Over the centuries soldiers and Prisoners of War (PoWs), have created personal and expressive art on the places where they lived or served.
These murals, cartoons and graffiti were often subversive, humorous, risque, nostalgic or decorative. Some were tolerated by military authorities in the interests of morale, and others were officially sanctioned.

Many of these fragile images are in abandoned or semi-derelict buildings on former airfields and other military sites, subject to erosion and decay and much has been lost. However, some examples have been preserved and fully documented, and a handful have been removed for display in museums and other sites.
Such art offers important visual traces of the past, unlocking clues to the original use of buildings, and revealing intimate insights into military lives, longings and preoccupations in wartime Britain.
Military War Art

Robert Hofton served with No. 19 Squadron RAF and was asked to decorate a barn on the site for a Christmas party in 1940: he did so using aviation fuel and airfield paint. Over 50 years later in 1993, he returned to repaint it.

Wartime shortages inspired ingenious improvisation with whatever substances came to hand. Materials included carbon from lighter wicks, boot polish, candles and pigments made from vegetables, along with the more traditional coloured pencils, inks, chalk and wax crayons.

During the Second World War, the United States Army Air Forces (USAAF) were stationed at many aerodromes in East Anglia. American war art was more prolific than British, often brash, colourful and irreverent, and included decorating the noses of aircraft, often with cartoon characters and skimpily clad women.
The original buildings at RAF Bottisham housed seven enormous USAAF murals. After the war, the airfield was returned to agricultural use: the buildings deteriorated and were threatened with demolition. An emergency salvage group, the Eighth Wall Art Conservation Society, was formed and cut the murals, including one of the liner Queen Mary and the Empire State building, out of the walls and found new homes for them, including in America.
The ‘Blue Yonder’ mural went to the 100th Bomb Group Memorial Museum, Norfolk, but has now been returned home to what is the soon-to-be-opened Bottisham Airfield Museum where original airfield buildings are being restored.

Most war art is found in the communal areas of camps and military bases where military personnel relaxed, including canteens, or buildings used for dances or other social functions.
After standing empty for decades, RAF Shipdham’s Officers’ Mess and several rooms were converted into private accommodation. Murals, including the one pictured, are still in their original places on the walls where they had been painted, but are now within a domestic setting.

Wartime grafitti was recently found at Shresbury Flaxmill Maltings, site of the world’s first iron-framed building which was used as a Light Infantry Barracks during the Second World War. Its residents named it the ‘Rat Hotel’.

Prisoner-of-War Art
Mural of a woman at the former Pingley Farm, Prisoner-of-War Camp 81, Brigg, Lincolnshire. © Roger JC Thomas.Pingley camp was mainly used to house Italian Prisoners of War (PoWs), many of them captured in the North African campaign and brought to Britain as agricultural labourers. Italian PoWs often painted gentle romanticised pictures of women, as well as religious subjects.
Harperley Camp in County Durham is a Scheduled Monument, is a rare surviving example of a purpose built PoW Camp. It was occupied first by Italian PoWs and then captured German personnel post D-Day.
Civilian War Art
Sayers Croft in Ewhurst, Surrey was a camp for boys evacuated from Catford in London. The dining hall and kitchen complex listed Grade II and the two murals were painted in the dining room by boys from the senior art class in 1942. They creatively recorded aspects of their wartime life at the camp in different seasons.
The huge chambers and tunnels of the former Bath Stone quarry, stretching nearly 100 kilometres, were adapted for use as a secret wartime subterranean aircraft factory – the Bristol Aeroplane Company (BAC).
The owner of BAC commissioned Chilean-born artist Olga Lehmann to paint wall murals, mainly in the canteens, to brighten the surroundings for the 10,000 underground shift workers. Lehmann painted the 32 murals, showing classic British pastimes and rituals, using oil paint and solvents.
Written by Nicky Hughes.
Futher Reading:
fascinating piece.
You might also be interested in a piece of war art produced during the Northern Ireland Troubles, at the Lodge Hill training area (Kent), where British soldiers were trained to defuse booby traps in a mocked-up row of houses in “Newry Road.” The PIRA village, as it became known, still survives, as does one of the terrace-end murals painted to make it even more realistic. Although many of the First World War and Victorian ordnance buildings at Lodge Hill have been listed, this mural remains unprotected, as does the whole PIRA village complex.
As the fate of Lodge Hill continues to hang in the balance, perhaps HE could revisit it and consider whether these more recent buildings, and the art they support, are worthy of protection.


**Task requirements**
Which lines in the listing below contain the word "name"? Copy each one.

**Dataset extract**
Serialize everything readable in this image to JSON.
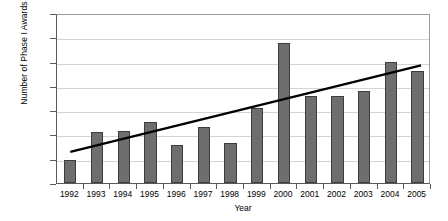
{
  "chart_data": {
    "type": "bar",
    "title": "",
    "xlabel": "Year",
    "ylabel": "Number of Phase I Awards",
    "categories": [
      "1992",
      "1993",
      "1994",
      "1995",
      "1996",
      "1997",
      "1998",
      "1999",
      "2000",
      "2001",
      "2002",
      "2003",
      "2004",
      "2005"
    ],
    "values": [
      95,
      210,
      215,
      250,
      155,
      232,
      165,
      310,
      575,
      360,
      358,
      380,
      497,
      462
    ],
    "series": [
      {
        "name": "Number of Phase I Awards",
        "values": [
          95,
          210,
          215,
          250,
          155,
          232,
          165,
          310,
          575,
          360,
          358,
          380,
          497,
          462
        ]
      }
    ],
    "ylim": [
      0,
      700
    ],
    "ytick_labels": [
      "0",
      "100",
      "200",
      "300",
      "400",
      "500",
      "600",
      "700"
    ],
    "ytick_values": [
      0,
      100,
      200,
      300,
      400,
      500,
      600,
      700
    ],
    "grid": true,
    "legend": "none",
    "bar_color": "#6e6e6e",
    "bar_edge_color": "#3d3d3d",
    "gridline_color": "#d4d4d4",
    "axis_color": "#5a5a5a",
    "trendline": {
      "type": "line",
      "name": "linear trend",
      "color": "#000000",
      "start_value": 130,
      "end_value": 490,
      "start_category": "1992",
      "end_category": "2005"
    }
  }
}
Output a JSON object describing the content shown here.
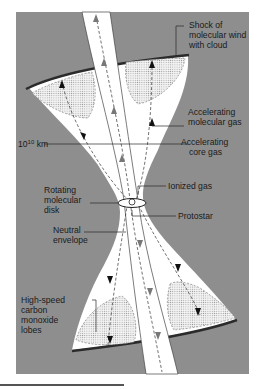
{
  "figure": {
    "type": "bipolar-outflow-diagram",
    "colors": {
      "background": "#8e8e8e",
      "lobe_fill": "#ffffff",
      "shock_rim": "#2b2b2b",
      "stipple": "#b9b9b9",
      "flow_line": "#333333",
      "jet_arrow": "#777777"
    },
    "labels": {
      "shock": [
        "Shock of",
        "molecular wind",
        "with cloud"
      ],
      "accel_molecular": [
        "Accelerating",
        "molecular gas"
      ],
      "scale": "10",
      "scale_exp": "10",
      "scale_unit": " km",
      "accel_core": [
        "Accelerating",
        "core gas"
      ],
      "ionized": "Ionized gas",
      "disk": [
        "Rotating",
        "molecular",
        "disk"
      ],
      "protostar": "Protostar",
      "envelope": [
        "Neutral",
        "envelope"
      ],
      "co_lobes": [
        "High-speed",
        "carbon",
        "monoxide",
        "lobes"
      ]
    }
  }
}
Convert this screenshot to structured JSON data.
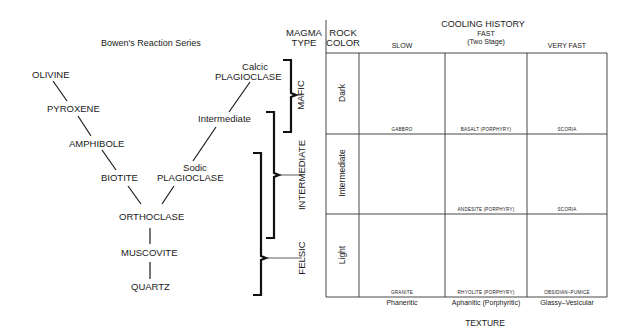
{
  "bowen": {
    "title": "Bowen's Reaction Series",
    "discontinuous": [
      "OLIVINE",
      "PYROXENE",
      "AMPHIBOLE",
      "BIOTITE"
    ],
    "continuous": {
      "calcic_1": "Calcic",
      "calcic_2": "PLAGIOCLASE",
      "intermediate": "Intermediate",
      "sodic_1": "Sodic",
      "sodic_2": "PLAGIOCLASE"
    },
    "merged": [
      "ORTHOCLASE",
      "MUSCOVITE",
      "QUARTZ"
    ]
  },
  "magma": {
    "header_1": "MAGMA",
    "header_2": "TYPE",
    "types": [
      "MAFIC",
      "INTERMEDIATE",
      "FELSIC"
    ]
  },
  "rock_color": {
    "header_1": "ROCK",
    "header_2": "COLOR",
    "rows": [
      "Dark",
      "Intermediate",
      "Light"
    ]
  },
  "cooling": {
    "title": "COOLING HISTORY",
    "columns": [
      "SLOW",
      "FAST",
      "(Two Stage)",
      "VERY FAST"
    ]
  },
  "cells": [
    [
      "GABBRO",
      "BASALT (PORPHYRY)",
      "SCORIA"
    ],
    [
      "",
      "ANDESITE (PORPHYRY)",
      "SCORIA"
    ],
    [
      "GRANITE",
      "RHYOLITE (PORPHYRY)",
      "OBSIDIAN–PUMICE"
    ]
  ],
  "texture": {
    "labels": [
      "Phaneritic",
      "Aphanitic (Porphyritic)",
      "Glassy–Vesicular"
    ],
    "title": "TEXTURE"
  }
}
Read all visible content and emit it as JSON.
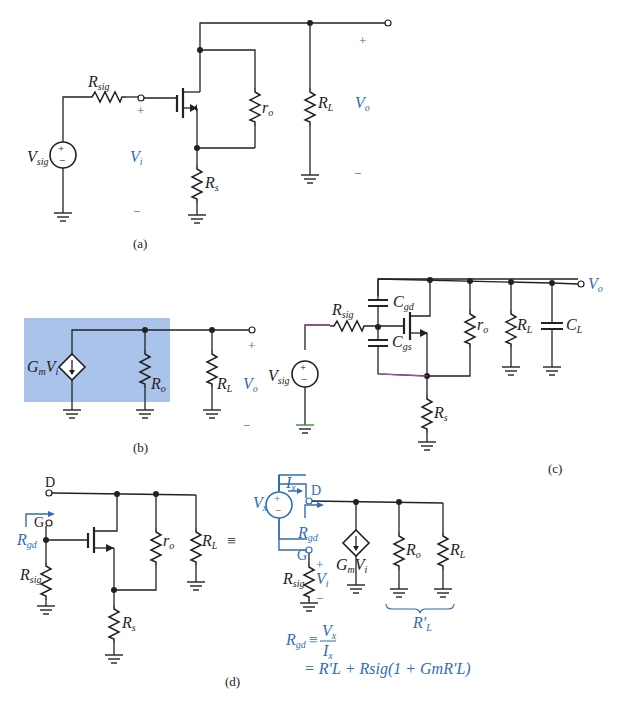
{
  "figure": {
    "accent_color": "#2f6db5",
    "highlight_color": "#a9c3ea",
    "panels": {
      "a": {
        "caption": "(a)",
        "labels": {
          "r_sig": "R",
          "r_sig_sub": "sig",
          "v_sig": "V",
          "v_sig_sub": "sig",
          "r_o": "r",
          "r_o_sub": "o",
          "r_s": "R",
          "r_s_sub": "s",
          "r_l": "R",
          "r_l_sub": "L",
          "v_i": "V",
          "v_i_sub": "i",
          "v_o": "V",
          "v_o_sub": "o",
          "plus": "+",
          "minus": "−"
        }
      },
      "b": {
        "caption": "(b)",
        "labels": {
          "gm": "G",
          "gm_sub": "m",
          "vi": "V",
          "vi_sub": "i",
          "r_o": "R",
          "r_o_sub": "o",
          "r_l": "R",
          "r_l_sub": "L",
          "v_o": "V",
          "v_o_sub": "o",
          "plus": "+",
          "minus": "−"
        }
      },
      "c": {
        "caption": "(c)",
        "labels": {
          "r_sig": "R",
          "r_sig_sub": "sig",
          "v_sig": "V",
          "v_sig_sub": "sig",
          "c_gd": "C",
          "c_gd_sub": "gd",
          "c_gs": "C",
          "c_gs_sub": "gs",
          "r_o": "r",
          "r_o_sub": "o",
          "r_l": "R",
          "r_l_sub": "L",
          "c_l": "C",
          "c_l_sub": "L",
          "r_s": "R",
          "r_s_sub": "s",
          "v_o": "V",
          "v_o_sub": "o"
        }
      },
      "d": {
        "caption": "(d)",
        "labels": {
          "d": "D",
          "g": "G",
          "r_gd": "R",
          "r_gd_sub": "gd",
          "r_sig": "R",
          "r_sig_sub": "sig",
          "r_o": "r",
          "r_o_sub": "o",
          "r_s": "R",
          "r_s_sub": "s",
          "r_l": "R",
          "r_l_sub": "L",
          "equiv": "≡",
          "v_x": "V",
          "v_x_sub": "x",
          "i_x": "I",
          "i_x_sub": "x",
          "gm": "G",
          "gm_sub": "m",
          "vi": "V",
          "vi_sub": "i",
          "R_o": "R",
          "R_o_sub": "o",
          "r_lp": "R′",
          "r_lp_sub": "L",
          "plus": "+",
          "minus": "−"
        },
        "equation_line1_lhs": "R",
        "equation_line1_lhs_sub": "gd",
        "equation_line1_eq": "≡",
        "equation_num": "V",
        "equation_num_sub": "x",
        "equation_den": "I",
        "equation_den_sub": "x",
        "equation_line2": "= R′L + Rsig(1 + GmR′L)"
      }
    }
  }
}
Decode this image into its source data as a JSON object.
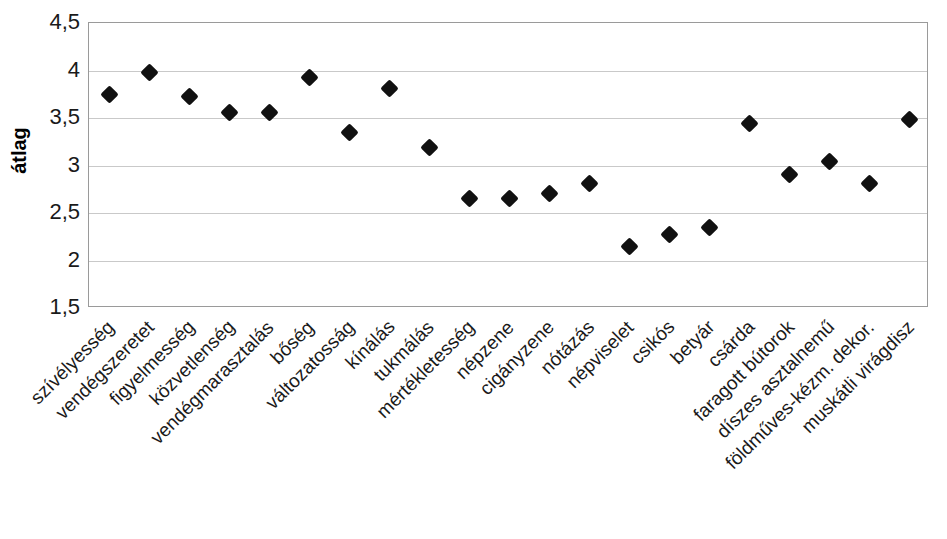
{
  "chart_data": {
    "type": "scatter",
    "title": "",
    "subtitle": "",
    "xlabel": "",
    "ylabel": "átlag",
    "ylim": [
      1.5,
      4.5
    ],
    "ytick_labels": [
      "4,5",
      "4",
      "3,5",
      "3",
      "2,5",
      "2",
      "1,5"
    ],
    "ytick_values": [
      4.5,
      4.0,
      3.5,
      3.0,
      2.5,
      2.0,
      1.5
    ],
    "grid": true,
    "legend": "none",
    "marker": "filled-diamond",
    "marker_color": "#111111",
    "categories": [
      "szívélyesség",
      "vendégszeretet",
      "figyelmesség",
      "közvetlenség",
      "vendégmarasztalás",
      "bőség",
      "változatosság",
      "kínálás",
      "tukmálás",
      "mértékletesség",
      "népzene",
      "cigányzene",
      "nótázás",
      "népviselet",
      "csikós",
      "betyár",
      "csárda",
      "faragott bútorok",
      "díszes asztalnemű",
      "földműves-kézm. dekor.",
      "muskátli virágdisz"
    ],
    "values": [
      3.75,
      3.98,
      3.73,
      3.56,
      3.56,
      3.93,
      3.35,
      3.81,
      3.19,
      2.65,
      2.65,
      2.71,
      2.81,
      2.15,
      2.27,
      2.35,
      3.44,
      2.91,
      3.04,
      2.81,
      3.48
    ]
  },
  "axis": {
    "border_color": "#9a9a9a",
    "grid_color": "#c9c9c9"
  }
}
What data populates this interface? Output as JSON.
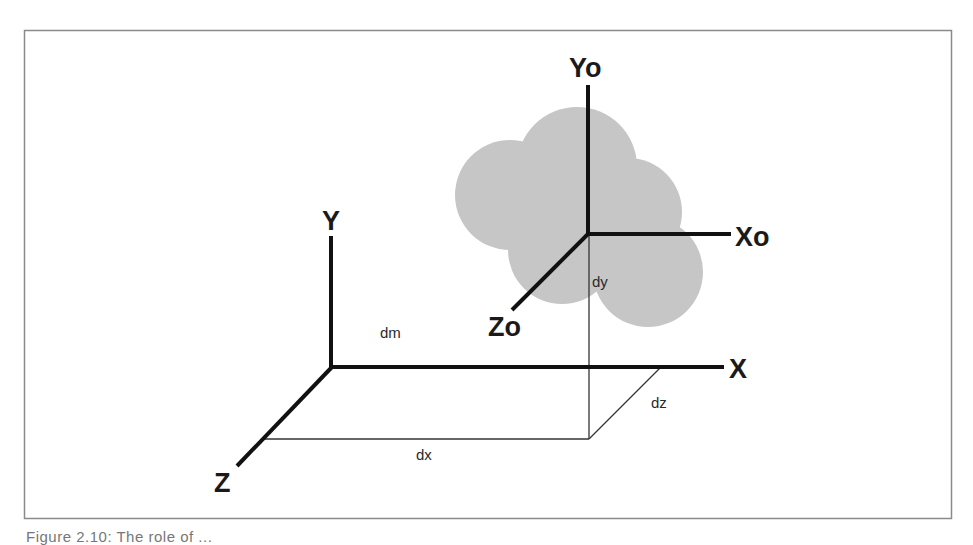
{
  "diagram": {
    "type": "3d-coordinate-frames",
    "colors": {
      "frame_border": "#8a8a8a",
      "axis": "#111111",
      "guide_line": "#333333",
      "object_fill": "#c6c6c6"
    },
    "world_axes": {
      "y_label": "Y",
      "x_label": "X",
      "z_label": "Z"
    },
    "object_axes": {
      "y_label": "Yo",
      "x_label": "Xo",
      "z_label": "Zo"
    },
    "dimensions": {
      "dm": "dm",
      "dx": "dx",
      "dy": "dy",
      "dz": "dz"
    }
  },
  "caption": "Figure 2.10: The role of ..."
}
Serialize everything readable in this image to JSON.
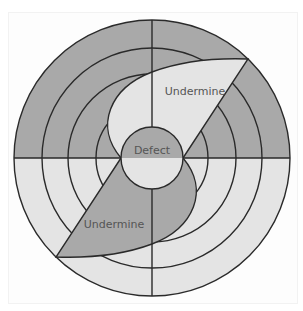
{
  "diagram": {
    "title": "",
    "labels": {
      "defect": "Defect",
      "undermine_upper": "Undermine",
      "undermine_lower": "Undermine"
    },
    "rings": 4,
    "quadrant_divisions": 4,
    "colors": {
      "dark_fill": "#a9a9a9",
      "light_fill": "#e4e4e4",
      "stroke": "#2a2a2a",
      "text": "#555555"
    }
  }
}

**Solution to this task**
        "name": "Number of Phase I Awards",
      "name": "linear trend",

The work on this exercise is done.